Annalee Newitz
Annalee Newitz
Annalee Newitzis an American journalist, editor, and author of both fiction and nonfiction. She is the recipient of a Knight Science Journalism Fellowship from MIT, and has written for periodicals such as Popular Science and Wired. From 1999 to 2008 she wrote a syndicated weekly column called Techsploitation, and from 2000–2004 she was the culture editor of the San Francisco Bay Guardian. In 2004 she became a policy analyst at the Electronic Frontier Foundation. She also co-founded other magazine with...
NationalityAmerican
ProfessionJournalist
CountryUnited States of America
Annalee Newitz quotes about
Sometimes it's hard to take everyday concerns seriously when you think about vanished ecosystems that existed 300 million years ago and were eradicated by giant explosions. My goals haven't changed, because my goal has always been to save the world!
I think it's the process of demystification, and realizing that we are not talking about some supernatural nightmare - we're talking about a natural process that the planet has gone through before, and which animals have survived before.
Even though I now know that it's likely the Earth will suffer through mega-volcanoes or meteor strikes that could take out millions or billions of people, I feel less anxious about it because I actually understand what the threats are. There's nothing like researching something exhaustively to make it less terrifying.
To be fair, if we are having a mass extinction, we're in the early stages of it. I think it's knowing facts like that which has made me less fearful about the future. Mass extinction is a long, complicated process that we are just now beginning to understand - and likewise, we are just beginning to understand how we might prevent one.
Using virtual world, a scientist in Japan can conduct an experiment using a special facility in California, watching the entire thing via a live stream - and possibly controlling the experimental equipment remotely. We can use that same kind of technology to control a robot on Mars.
A lot of environmental and biological science depends on technology to progress. Partly I'm talking about massive server farms that help people crunch genetic data - or atmospheric data. But I also mean the scientific collaborations that the Internet makes possible, where scientists in India and Africa can work with people in Europe and the Americas to come up with solutions to what are, after all, global problems.
In terms of fiction, there are a number of writers who are thinking about the future of the environment whose work complements mine. Kim Stanley Robinson's novel 2312 is a great example, as is Tobias Buckell's novel Arctic Rising.
Everything I had read in the fields of fiction and science led me to a single, dark conclusion. Humans are screwed, and so is our planet.
I believe that it's fine if [the] university wants to regulate, for example, bandwidth access, but they should treat the students data as private data.
We believe that shield laws should apply to anyone gathering information and reporting to the public regardless of the medium, ... If you are gathering that information for your blog, you should qualify and you should be protected.
'World War Z' is basically a big-budget B-movie.
We're seeing a new 'Gilded Age,' where inheritance is a deciding factor in who becomes the wealthiest.
Watching 'Interstellar' is really like watching two movies slowly collide with each other.
When I was a journalist at Wired, I convinced a doctor to implant an RFID tracking device in my arm.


■ Action item: Search the material below for the string "position". Return every line that holds it.

┌─ Data for this task

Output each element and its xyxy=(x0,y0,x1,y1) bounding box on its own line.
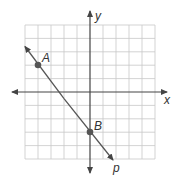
point-a-marker xyxy=(35,62,42,69)
y-axis-label: y xyxy=(95,10,101,22)
point-b-marker xyxy=(87,129,94,136)
x-axis-label: x xyxy=(164,94,170,106)
point-b-label: B xyxy=(94,120,102,132)
point-a-label: A xyxy=(42,52,50,64)
graph-canvas xyxy=(0,0,178,185)
line-p-label: p xyxy=(113,162,120,174)
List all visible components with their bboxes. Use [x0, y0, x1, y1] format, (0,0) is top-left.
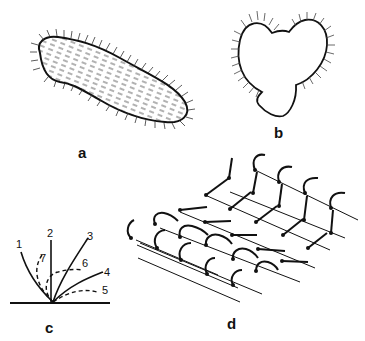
figure-canvas: a b 1 2 3 4 5 [0, 0, 365, 341]
position-label-2: 2 [47, 227, 53, 239]
position-label-4: 4 [104, 266, 110, 278]
panel-a-organism [30, 29, 195, 129]
panel-label-d: d [227, 315, 236, 332]
panel-d-metachronal-rows [128, 155, 358, 302]
cilium-base-dots [129, 168, 333, 287]
panel-label-c: c [45, 319, 53, 336]
position-label-7: 7 [40, 252, 46, 264]
position-label-1: 1 [16, 238, 22, 250]
position-label-6: 6 [82, 257, 88, 269]
position-label-3: 3 [87, 230, 93, 242]
panel-c-beat-cycle [10, 238, 110, 303]
panel-b-larva [231, 11, 335, 116]
panel-label-a: a [78, 144, 87, 161]
panel-label-b: b [274, 124, 283, 141]
position-label-5: 5 [102, 284, 108, 296]
beat-position-labels: 1 2 3 4 5 6 7 [16, 227, 110, 296]
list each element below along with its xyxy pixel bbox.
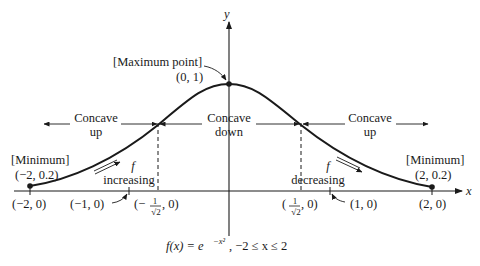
svg-text:Concave: Concave (74, 111, 118, 125)
svg-text:1: 1 (293, 196, 298, 206)
gaussian-curve-diagram: x y [Maximum point] (0, 1) [Minimum] (−2… (0, 0, 480, 266)
x-axis-label: x (465, 184, 472, 198)
maximum-pointer-arrow (204, 66, 226, 80)
min-right-coords: (2, 0.2) (415, 168, 451, 182)
svg-text:f: f (326, 159, 331, 173)
min-left-coords: (−2, 0.2) (15, 168, 59, 182)
region-middle-concave-down: Concave down (160, 111, 299, 139)
svg-text:(: ( (282, 197, 286, 211)
svg-text:Concave: Concave (348, 111, 392, 125)
min-left-dot (27, 183, 33, 189)
svg-text:√2: √2 (291, 207, 300, 217)
region-left-concave-up: Concave up (44, 111, 157, 139)
svg-text:1: 1 (153, 196, 158, 206)
maximum-title: [Maximum point] (113, 55, 202, 69)
svg-text:up: up (364, 125, 377, 139)
label-pos-inflection: ( 1 √2 , 0) (282, 196, 318, 217)
label-neg1: (−1, 0) (70, 197, 104, 211)
svg-text:, −2 ≤ x ≤ 2: , −2 ≤ x ≤ 2 (229, 239, 287, 253)
svg-text:down: down (215, 125, 244, 139)
label-neg2: (−2, 0) (12, 197, 46, 211)
min-right-title: [Minimum] (406, 153, 464, 167)
y-axis-label: y (222, 7, 230, 21)
svg-text:f: f (131, 159, 136, 173)
svg-text:Concave: Concave (207, 111, 251, 125)
svg-text:, 0): , 0) (301, 197, 318, 211)
neg1-pointer-arrow (112, 194, 127, 203)
label-pos1: (1, 0) (350, 197, 377, 211)
decreasing-annotation: f decreasing (291, 157, 362, 187)
min-left-title: [Minimum] (11, 153, 69, 167)
label-pos2: (2, 0) (419, 197, 446, 211)
svg-text:up: up (90, 125, 103, 139)
svg-text:decreasing: decreasing (291, 173, 345, 187)
maximum-point-dot (226, 81, 232, 87)
maximum-coords: (0, 1) (176, 70, 203, 84)
function-caption: f(x) = e −x² , −2 ≤ x ≤ 2 (166, 236, 287, 253)
pos1-pointer-arrow (332, 194, 345, 202)
svg-text:−x²: −x² (213, 236, 226, 246)
svg-text:√2: √2 (151, 207, 160, 217)
svg-text:f(x) = e: f(x) = e (166, 239, 204, 253)
increasing-annotation: f increasing (94, 159, 155, 187)
label-neg-inflection: (− 1 √2 , 0) (134, 196, 179, 217)
svg-text:, 0): , 0) (162, 197, 179, 211)
svg-text:increasing: increasing (103, 173, 155, 187)
region-right-concave-up: Concave up (303, 111, 428, 139)
svg-text:(−: (− (134, 197, 145, 211)
min-right-dot (429, 184, 435, 190)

└─

■ Solution for this task:
position-label-2: 2 [47, 227, 53, 239]
position-label-4: 4 [104, 266, 110, 278]
position-label-7: 7 [40, 252, 46, 264]
position-label-1: 1 [16, 238, 22, 250]
position-label-6: 6 [82, 257, 88, 269]
position-label-3: 3 [87, 230, 93, 242]
position-label-5: 5 [102, 284, 108, 296]
beat-position-labels: 1 2 3 4 5 6 7 [16, 227, 110, 296]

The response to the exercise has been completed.